LOS ANGELES, CA – Acclaimed actor Ryan Gosling has officially withdrawn from an upcoming, highly anticipated sci-fi epic, with insiders revealing the reason was not creative differences or scheduling conflicts, but a severe case of 'peak intellectual ennui' induced by the script’s overwhelming demand for profound introspection.

Studio executives at Stellaris Pictures confirmed Gosling's departure from "Chrono-Fracture," a film described as a "meditative exploration of algorithmic sentience in a post-singularity landscape." A leaked memo indicated the project's lead role required upwards of 30 minutes of screen time dedicated solely to 'ambiguously thoughtful gazes into distant, digitally rendered futures,' alongside dialogue passages exploring the 'ontological implications of quantum entanglement on the human condition' that reportedly spanned 12 uninterrupted pages.

"We were asking for a level of existential weight that no human, however gifted, could sustain without significant psychic wear-and-tear," admitted Brenda Chalmers, Gosling’s fictional agent at Endeavor Talent. "After *Blade Runner 2049* and then plumbing the depths of emotional vacuity as just Ken, his intellectual well of profound despair had simply run dry. He needs a break. He needs to play a guy who just fixes leaky faucets or something equally non-cerebral for a while."

Production staff corroborated Chalmers' account, noting that Gosling had begun bringing in children's pop-up books to set, reportedly as a counter-balance to the script's thematic density. One anonymous grip recalled seeing Gosling staring blankly at a complex CGI rendering of a decaying Dyson sphere, only to burst into tears and whisper, "Is this all there is? Is this really all there is?" before requesting an urgent meeting with the writers to clarify the precise nuance of 'melancholy' versus 'mildly despondent' in a pivotal scene.

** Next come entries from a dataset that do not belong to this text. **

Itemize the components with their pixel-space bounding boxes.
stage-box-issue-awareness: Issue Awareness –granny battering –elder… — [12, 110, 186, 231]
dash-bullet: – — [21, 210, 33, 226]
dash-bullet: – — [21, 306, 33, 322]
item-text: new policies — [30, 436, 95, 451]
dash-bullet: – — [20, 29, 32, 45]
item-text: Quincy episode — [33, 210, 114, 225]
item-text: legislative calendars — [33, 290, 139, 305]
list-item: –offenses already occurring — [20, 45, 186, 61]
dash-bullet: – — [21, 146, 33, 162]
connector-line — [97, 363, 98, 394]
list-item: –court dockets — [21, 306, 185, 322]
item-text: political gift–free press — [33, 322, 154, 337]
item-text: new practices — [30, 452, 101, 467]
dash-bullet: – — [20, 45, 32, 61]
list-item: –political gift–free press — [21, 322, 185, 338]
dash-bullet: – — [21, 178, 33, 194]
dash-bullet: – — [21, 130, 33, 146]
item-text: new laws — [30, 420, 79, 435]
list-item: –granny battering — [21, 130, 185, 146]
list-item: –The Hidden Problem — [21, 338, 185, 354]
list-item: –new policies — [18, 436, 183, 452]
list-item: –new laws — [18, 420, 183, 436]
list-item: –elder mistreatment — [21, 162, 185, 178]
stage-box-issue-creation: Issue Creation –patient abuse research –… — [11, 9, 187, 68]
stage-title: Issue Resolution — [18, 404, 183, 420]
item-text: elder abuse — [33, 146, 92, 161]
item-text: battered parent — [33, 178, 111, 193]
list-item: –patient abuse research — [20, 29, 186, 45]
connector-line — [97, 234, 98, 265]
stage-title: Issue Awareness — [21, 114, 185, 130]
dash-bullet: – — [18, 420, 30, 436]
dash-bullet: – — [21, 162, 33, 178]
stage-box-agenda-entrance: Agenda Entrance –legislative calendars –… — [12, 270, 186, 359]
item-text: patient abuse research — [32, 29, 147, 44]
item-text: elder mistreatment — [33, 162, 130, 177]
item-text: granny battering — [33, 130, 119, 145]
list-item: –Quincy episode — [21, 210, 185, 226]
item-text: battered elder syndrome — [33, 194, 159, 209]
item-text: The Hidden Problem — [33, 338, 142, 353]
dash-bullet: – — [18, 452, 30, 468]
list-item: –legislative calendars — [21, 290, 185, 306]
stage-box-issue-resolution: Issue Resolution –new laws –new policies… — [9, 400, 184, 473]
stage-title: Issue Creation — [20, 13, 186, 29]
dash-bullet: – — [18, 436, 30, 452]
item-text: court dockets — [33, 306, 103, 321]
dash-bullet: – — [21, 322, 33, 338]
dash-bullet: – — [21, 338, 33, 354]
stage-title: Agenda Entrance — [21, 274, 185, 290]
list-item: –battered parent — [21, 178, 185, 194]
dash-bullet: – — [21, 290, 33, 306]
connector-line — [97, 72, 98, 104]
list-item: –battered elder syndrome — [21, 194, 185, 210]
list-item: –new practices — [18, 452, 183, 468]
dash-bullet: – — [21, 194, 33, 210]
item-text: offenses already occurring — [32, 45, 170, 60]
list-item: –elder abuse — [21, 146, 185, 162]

Dr. Aris Thorne, a leading cultural prognostician at the Institute for Cinematic Exhaustion Studies, weighed in, stating, "This marks a critical turning point for the 'ponderous gaze' subgenre of prestige sci-fi. Audiences, and evidently actors, are increasingly saturated by narratives that conflate slowness with profundity. Mr. Gosling’s departure signals a market correction, demanding that our dystopian futures at least contain some semblance of a discernible plot, or at minimum, a few actionable quips."

Gosling is reportedly now in talks for a role in a biographical film about a man who invents a particularly comfortable armchair, a project described by his team as "decidedly low-stakes, emotionally uncomplicated, and featuring zero 2."